Put pan in oven and bake for 20-25 minutes, until everything is done. (I didn't stir or turn anything.) While sheet pan is in the oven, stir together the mustard sauce ingredients.
Divide sausages and vegetables in individual bowls and drizzle mustard sauce over all and serve.
This recipe probably should feed three people—if one of them is not Daddy-O. But there were two of us here and the only thing left from what you see in the pan was a little bit of broccoli. I did not have any kind of side dish with this and maybe I should have. For us, it was truly a one pan meal.
Remember, you do not want to overcrowd the vegetables in the pan or they will not properly roast. Maybe I could have squeezed a little more on the pan, but not much. I'm adding the chicken breakfast links to my next online grocery order. I might even get two boxes this time.
My friend Jane asked me ages ago why I use minced garlic from a jar so much. I told her it was because it was easy. Now I can give her another reason. I made this mustard sauce two days after I made tzatziki sauce with fresh minced garlic. The taste of the raw garlic was a bit much...as in the taste lingered in my mouth all day.
Jane is right. It's not hard to mince fresh garlic. And for cooking, it does give you more flavor. But when it's stirred into something that doesn't need cooking, the jarred kind takes the edge off of it. No tasting garlic for hours. Everything has it's best use.
Tomato Bruschetta |
We got home from the lake with a dab of leftover coleslaw and some cheese. That was about it. Daddy-O asked for scrambled eggs for supper that night. But I had a real craving for pizza. Back in the old days (before the pandemic) we would order pizza from a local place every few weeks. That hasn't happened since March. A couple of weeks ago I made homemade pizza with a yeast dough and homemade sauce. Delicious.
But y'all, it was time to eat! There surely wasn't time for yeast dough to rise. So it was the perfect time to try the quick little pizzas that Jamie Oliver's son Buddy, (age about 12) made on Instagram last week. This is not a new recipe. I've known about the dough for a long time but I never tried it. Buddy is in the UK so his measurements are in grams. He used 350 grams of self-rising flour (2-3/4 cups) and 250 grams (a little over 1 cup) plain yogurt. And he made 8 little pizzas for his family of five. I did not need 8 little pizzas.
I also remembered that Skinnytaste made one with flour and yogurt. I looked up her version online. And then while I was still at the computer I started looking at other peoples flour/yogurt pizza crust recipes. There are lots of them. I discovered there is no absolute when it comes to the flour to yogurt ratio.
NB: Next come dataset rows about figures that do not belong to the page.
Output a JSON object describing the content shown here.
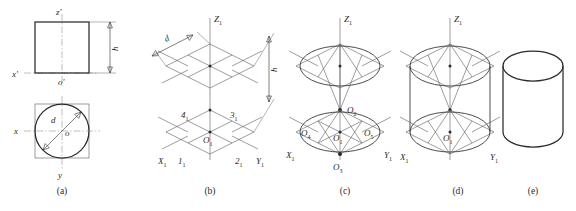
{
  "figure": {
    "panel_count": 5,
    "line_color": "#2b2b2b",
    "axis_color": "#8a8a8a",
    "background": "#ffffff"
  },
  "panels": [
    {
      "id": "a",
      "caption": "(a)",
      "description": "Orthographic views: front view square with height h, top view circle of diameter d",
      "labels": {
        "z_prime": "z'",
        "x_prime": "x'",
        "o_prime": "o'",
        "x": "x",
        "y": "y",
        "o": "o",
        "d": "d",
        "h": "h"
      }
    },
    {
      "id": "b",
      "caption": "(b)",
      "description": "Isometric axes with two rhombuses (circumscribing squares) separated by height h",
      "labels": {
        "z1": "Z",
        "z1_sub": "1",
        "x1": "X",
        "x1_sub": "1",
        "y1": "Y",
        "y1_sub": "1",
        "o1": "O",
        "o1_sub": "1",
        "p1": "1",
        "p1_sub": "1",
        "p2": "2",
        "p2_sub": "1",
        "p3": "3",
        "p3_sub": "1",
        "p4": "4",
        "p4_sub": "1",
        "d": "d",
        "h": "h"
      }
    },
    {
      "id": "c",
      "caption": "(c)",
      "description": "Four-center method: arc centers O2, O3, O4, O5 located on the rhombus",
      "labels": {
        "z1": "Z",
        "z1_sub": "1",
        "x1": "X",
        "x1_sub": "1",
        "y1": "Y",
        "y1_sub": "1",
        "o1": "O",
        "o1_sub": "1",
        "o2": "O",
        "o2_sub": "2",
        "o3": "O",
        "o3_sub": "3",
        "o4": "O",
        "o4_sub": "4",
        "o5": "O",
        "o5_sub": "5"
      }
    },
    {
      "id": "d",
      "caption": "(d)",
      "description": "Both approximate ellipses drawn, joined by vertical tangent outlines",
      "labels": {
        "z1": "Z",
        "z1_sub": "1",
        "x1": "X",
        "x1_sub": "1",
        "y1": "Y",
        "y1_sub": "1",
        "o1": "O",
        "o1_sub": "1"
      }
    },
    {
      "id": "e",
      "caption": "(e)",
      "description": "Finished isometric cylinder after removing construction lines",
      "labels": {}
    }
  ]
}
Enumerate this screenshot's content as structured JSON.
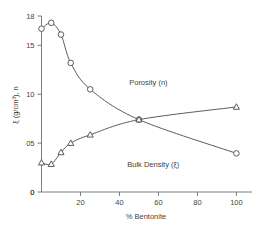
{
  "page_header": {
    "text": "",
    "visible": false
  },
  "chart_data": {
    "type": "line",
    "title": "",
    "subtitle": "",
    "xlabel": "% Bentonite",
    "ylabel": "ξ (g/cm³), n",
    "xlim": [
      0,
      108
    ],
    "ylim": [
      0,
      18
    ],
    "xticks": [
      0,
      20,
      40,
      60,
      80,
      100
    ],
    "xticklabels": [
      "0",
      "20",
      "40",
      "60",
      "80",
      "100"
    ],
    "yticks": [
      0,
      5,
      10,
      15,
      18
    ],
    "yticklabels": [
      "0",
      "05",
      "10",
      "15",
      "18"
    ],
    "grid": false,
    "legend_position": "inline-annotations",
    "series": [
      {
        "name": "Porosity (n)",
        "marker": "circle",
        "annotation": "Porosity (n)",
        "annotation_x": 45,
        "annotation_y": 10.9,
        "x": [
          0,
          5,
          10,
          15,
          25,
          50,
          100
        ],
        "y": [
          16.7,
          17.3,
          16.1,
          13.2,
          10.5,
          7.4,
          3.95
        ]
      },
      {
        "name": "Bulk Density (ξ)",
        "marker": "triangle",
        "annotation": "Bulk Density (ξ)",
        "annotation_x": 44,
        "annotation_y": 2.55,
        "x": [
          0,
          5,
          10,
          15,
          25,
          50,
          100
        ],
        "y": [
          3.0,
          2.85,
          4.05,
          5.0,
          5.85,
          7.4,
          8.7
        ]
      }
    ]
  },
  "colors": {
    "axis": "#6e6e6e",
    "curve": "#4a4a4a",
    "text": "#3f3f3f",
    "marker_fill": "#ffffff",
    "background": "#ffffff"
  }
}
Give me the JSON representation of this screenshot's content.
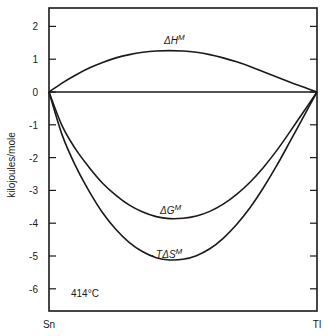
{
  "chart_data": {
    "type": "line",
    "title": "",
    "xlabel": "",
    "ylabel": "kilojoules/mole",
    "ylim": [
      -6.6,
      2.55
    ],
    "xlim": [
      0,
      1
    ],
    "x_tick_labels": {
      "left": "Sn",
      "right": "Tl"
    },
    "y_ticks": [
      2,
      1,
      0,
      -1,
      -2,
      -3,
      -4,
      -5,
      -6
    ],
    "y_tick_labels": [
      "2",
      "1",
      "0",
      "-1",
      "-2",
      "-3",
      "-4",
      "-5",
      "-6"
    ],
    "grid": false,
    "annotation": "414°C",
    "x": [
      0,
      0.05,
      0.1,
      0.15,
      0.2,
      0.25,
      0.3,
      0.35,
      0.4,
      0.45,
      0.5,
      0.55,
      0.6,
      0.65,
      0.7,
      0.75,
      0.8,
      0.85,
      0.9,
      0.95,
      1.0
    ],
    "series": [
      {
        "name": "ΔH^M",
        "label_main": "ΔH",
        "label_sup": "M",
        "values": [
          0,
          0.28,
          0.52,
          0.73,
          0.9,
          1.04,
          1.14,
          1.21,
          1.25,
          1.26,
          1.25,
          1.21,
          1.14,
          1.04,
          0.92,
          0.78,
          0.62,
          0.46,
          0.3,
          0.15,
          0
        ]
      },
      {
        "name": "ΔG^M",
        "label_main": "ΔG",
        "label_sup": "M",
        "values": [
          0,
          -1.05,
          -1.75,
          -2.3,
          -2.78,
          -3.15,
          -3.45,
          -3.66,
          -3.8,
          -3.86,
          -3.85,
          -3.78,
          -3.64,
          -3.42,
          -3.12,
          -2.75,
          -2.3,
          -1.78,
          -1.2,
          -0.6,
          0
        ]
      },
      {
        "name": "-TΔS^M",
        "label_main": "- TΔS",
        "label_sup": "M",
        "values": [
          0,
          -1.33,
          -2.27,
          -3.03,
          -3.68,
          -4.19,
          -4.59,
          -4.87,
          -5.05,
          -5.12,
          -5.1,
          -4.99,
          -4.78,
          -4.46,
          -4.04,
          -3.53,
          -2.92,
          -2.24,
          -1.5,
          -0.75,
          0
        ]
      }
    ]
  }
}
I found recipes that called for...
Self-rising flour Plain Greek Yogurt
2 cups 1 cup
1-3/4 cups 1 cup
1 cup 1 cup
1-1/3 cups 1 cup
1-1/2 cups 1 cup
Skinnytaste, well known food blogger and cookbook author, used equal amounts of flour and yogurt. Jamie Oliver, famous TV chef and cookbook author, coaching his son, used about twice as much flour as yogurt. This just tells me that you don't need to be afraid of this dough. You can adjust by adding a little more flour or a dab more yogurt if the first stir up is too sticky or too dry. If you read assorted recipes, some talk about a sticky dough. Buddy Oliver's was a sturdy dough. One lone recipe added a tiny bit of olive oil to the dough. Another brushed the rolled out dough with oil. Some seasoned the mix with garlic powder or onion powder. You just need to play with this one. I am going to try some different flour/yogurt proportions to see how they work.